--- Provided material Enclosed Below ---
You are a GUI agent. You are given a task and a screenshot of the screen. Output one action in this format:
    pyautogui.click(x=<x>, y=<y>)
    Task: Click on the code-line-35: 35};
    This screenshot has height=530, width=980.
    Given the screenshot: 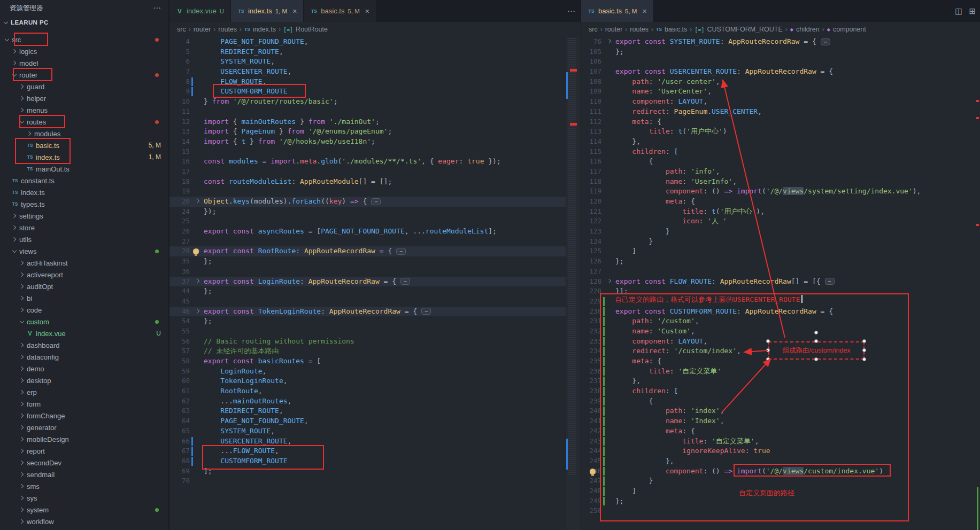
--- End of Enclosed Provided material ---
◆ Assignment
From the first line to the last, set down the records word for word and drop the images.

◆ Output below
You are a GUI agent. You are given a task and a screenshot of the screen. Output one action in this format:
    pyautogui.click(x=<x>, y=<y>)
    Task: Click on the code-line-35: 35};
    This screenshot has height=530, width=980.
    Given the screenshot: 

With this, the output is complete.